Ontario’s Long-term Care COVID-19 Commission Report, published on April 30th, made 85 recommendations needed to keep residents and staff safe in future viral outbreaks. To date, the Provincial Government has yet to respond.
Prior to April 30th, the government announced some measures to be implemented. More staff will be hired and the amount of time PSWs spend with each resident daily will be increased, over a period of 3 years, to 4 hours, finally achieving the full 4 hours by 2024. By then, the complexity of resident care needs could be such that 4 hours of direct care may not be enough to maintain their physical and emotional needs. The government also announced that they have been working to ensure that there is air conditioning in all long-term care homes.
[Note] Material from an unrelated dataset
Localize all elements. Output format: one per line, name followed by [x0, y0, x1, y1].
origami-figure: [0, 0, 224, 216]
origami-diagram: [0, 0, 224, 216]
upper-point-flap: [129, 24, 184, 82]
The issue here is that the air conditioning is not necessarily in the resident’s room but rather in a common room on the unit. I wonder how government officials would have fared during the recent heat wave if they did not have air conditioning in their bedrooms!
Will these measures fix a broken system? The commissioners recognized in their Report that a new way of thinking about how long-term care is delivered needs to occur. “There needs to be a transformation to a person-centred care model, which motivates different behaviours and rewards innovation that leads to better outcomes for residents and staff.”
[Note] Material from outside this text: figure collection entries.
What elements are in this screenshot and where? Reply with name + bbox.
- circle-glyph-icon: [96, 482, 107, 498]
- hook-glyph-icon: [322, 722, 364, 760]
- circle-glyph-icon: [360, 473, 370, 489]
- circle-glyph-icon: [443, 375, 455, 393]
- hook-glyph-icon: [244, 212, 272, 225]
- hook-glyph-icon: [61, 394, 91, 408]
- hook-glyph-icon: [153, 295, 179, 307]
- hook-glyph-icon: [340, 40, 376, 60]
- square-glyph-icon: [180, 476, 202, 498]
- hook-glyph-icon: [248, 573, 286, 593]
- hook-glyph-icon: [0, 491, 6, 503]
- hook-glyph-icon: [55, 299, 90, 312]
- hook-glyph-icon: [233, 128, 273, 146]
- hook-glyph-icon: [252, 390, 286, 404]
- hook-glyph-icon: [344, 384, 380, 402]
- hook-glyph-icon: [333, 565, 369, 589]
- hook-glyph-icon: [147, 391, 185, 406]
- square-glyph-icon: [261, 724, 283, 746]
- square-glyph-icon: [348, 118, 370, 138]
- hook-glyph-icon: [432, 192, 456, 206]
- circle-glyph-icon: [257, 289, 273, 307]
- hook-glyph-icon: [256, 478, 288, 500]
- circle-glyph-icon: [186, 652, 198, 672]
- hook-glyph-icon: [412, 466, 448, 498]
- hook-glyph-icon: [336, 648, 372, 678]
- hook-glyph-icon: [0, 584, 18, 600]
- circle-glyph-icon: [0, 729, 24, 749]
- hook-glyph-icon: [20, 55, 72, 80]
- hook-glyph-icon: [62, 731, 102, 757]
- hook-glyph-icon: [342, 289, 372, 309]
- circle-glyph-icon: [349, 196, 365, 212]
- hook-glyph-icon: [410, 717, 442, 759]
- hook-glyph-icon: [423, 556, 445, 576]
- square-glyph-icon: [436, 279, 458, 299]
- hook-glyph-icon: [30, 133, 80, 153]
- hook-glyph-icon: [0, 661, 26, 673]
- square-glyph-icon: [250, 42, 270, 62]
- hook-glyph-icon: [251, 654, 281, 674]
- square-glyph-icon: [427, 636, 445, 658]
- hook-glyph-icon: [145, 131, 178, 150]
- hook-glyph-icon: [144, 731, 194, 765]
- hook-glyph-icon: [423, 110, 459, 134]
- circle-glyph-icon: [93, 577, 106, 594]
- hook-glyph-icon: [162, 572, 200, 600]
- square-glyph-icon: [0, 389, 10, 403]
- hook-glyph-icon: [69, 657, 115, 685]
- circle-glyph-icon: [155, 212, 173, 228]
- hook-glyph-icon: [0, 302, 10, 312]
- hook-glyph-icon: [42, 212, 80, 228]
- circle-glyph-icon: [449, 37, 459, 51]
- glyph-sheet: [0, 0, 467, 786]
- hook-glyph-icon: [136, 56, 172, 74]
Transformative culture change is already occurring in more than 11 long-term care homes in Ontario. There is no need to re-invent the wheel! These homes are demonstrating, through their innovative model of care, that they have fewer resident falls/trips to hospital, a decreased use of antipsychotic medication and diet supplements, increased social activity among residents and, in general, happier staff, residents and their families. They all fared well through COVID-19 and the costs to operate their model of care, after the initial period of implementation, were recovered in approximately 18 months!
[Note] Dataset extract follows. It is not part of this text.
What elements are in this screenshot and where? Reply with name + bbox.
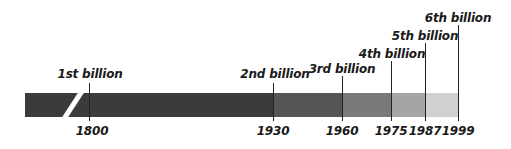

The commissioners listened to over 700 people and many different organizations and made recommendations that will keep our seniors safe while enjoying a quality of life. Now it is up to the government to act! Let us hope that this is not another Report that sits on the shelf while more tragedies occur in long-term care homes. You can help by contacting your MPP and advocate that the 85 recommendations be enacted and that transformative culture change to a model of person-centered care needs to occur in our long-term care homes.